At exactly the same moment there was a loud bang and a sharp zzing and a scrunch of glass breaking.
I bent down over my father and saw in the light that his eyes were stretched wide with anxiety and his mouth grim and urgent with pain.
“Run,” he said. “Run for cover. God dammit, run.”
I stayed where I was, however.
“Ben,” he said, “for God’s sake. That was a gunshot.”
“Yes, I know.”
We were halfway across the square, easy immobile targets. He struggled to get to his feet and told me again to run: and for once in my life I made a judgment and disobeyed him.
He couldn’t put his weight on his left ankle. He half rose and fell down again and beseeched me to run.
“Stay down,” I told him.
“You don’t understand...” His voice was anguished.
“Are you bleeding?”
“What? I don’t think so. I twisted my ankle.”
People ran out of the hotel, drawn by the bang that had reechoed around the buildings fringing the square. People came over to my father and me and stood around us, curious and unsettled, noncomprehension wrinkling their foreheads.
There was confusion and people saying “What happened? What happened?” and hands stretching down to my father to help him up, cushioning him with a lot of well-meaning concern and kindness.

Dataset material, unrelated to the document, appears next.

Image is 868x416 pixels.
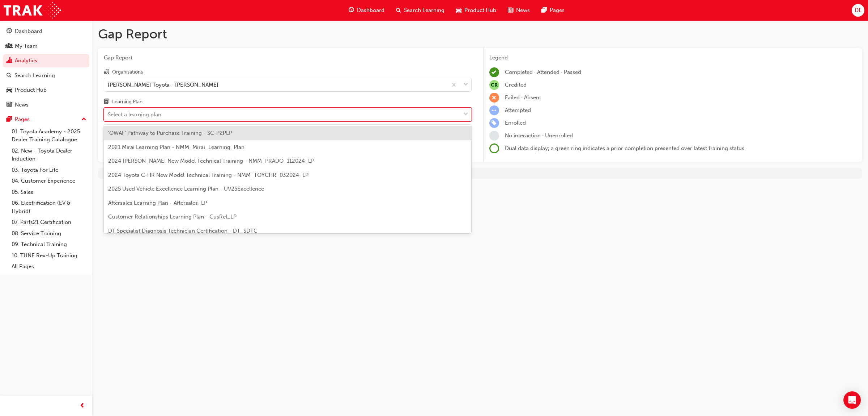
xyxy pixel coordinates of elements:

When he was well surrounded he did finally take my arm and lean on other people and pull himself to his feet: or rather, to his right foot, because putting his left foot down caused him to exclaim with strong discomfort. He began to be embarrassed rather than frightened and told the crowding well-wishers that he felt stupid, losing his footing so carelessly. He apologized. He said he was fine. He smiled to prove it. He cursed mildly, to crowd approval.
“But that noise,” a woman said.
Heads nodded. “It sounded like...”
“Not here in Hoopwestern...”
“Was it... a gun?”
An important-looking man said impatiently, “A rifle shot. I’d know it anywhere. Some madman...”
“But where? There’s no one here with a gun.”
Everyone looked around, but it was far too late to see the rifle, let alone the person taking potshots.
My father put his arm around my shoulders again, but this time for a different, more practical sort of support, and cheerfully indicated to everyone that we should set off again to finish the crossing of the square.
The important-looking man literally shoved me out of the way, taking my place as crutch and saying in his loud authoritative way, “Let me do this. I’m stronger than the lad. I’ll have you over to your office in a jiffy, Mr. Juliard. You just lean on me.”
My father looked over his shoulder to where I now stood behind him and would have protested on my behalf, I could see, but the change suited me fine and I simply waved for him to go on. The important-looking man efficiently half carried my hopping father over the remaining stretch of square, the bunch of onlookers crowding around with murmurs of sympathy and helpful suggestions.
I walked behind my father. It came naturally to do that. There was a high voice calling then, and I turned to find Polly running towards us, stumbling on the cobbles in strappy sandals and sounding very distressed.
“Ben... Ben... has George been shot?”
“No, Polly.” I tried to reassure her. “No.”
“Someone said George had been shot.” She was out of breath and full of disbelief.
“Look, he is there.” I took her arm and pointed. “There. Hopping. And hopping mad with himself for twisting his ankle and needing someone to help him along.”
Polly’s arm was vibrating with the inner shakes, which only slowly abated when she could see that indeed George was alive and healthily swearing.
“But... the shot...”
I said, “It seems someone did fire a gun at the same moment that he tripped on the cobbles, but I promise you he wasn’t hit. No blood.”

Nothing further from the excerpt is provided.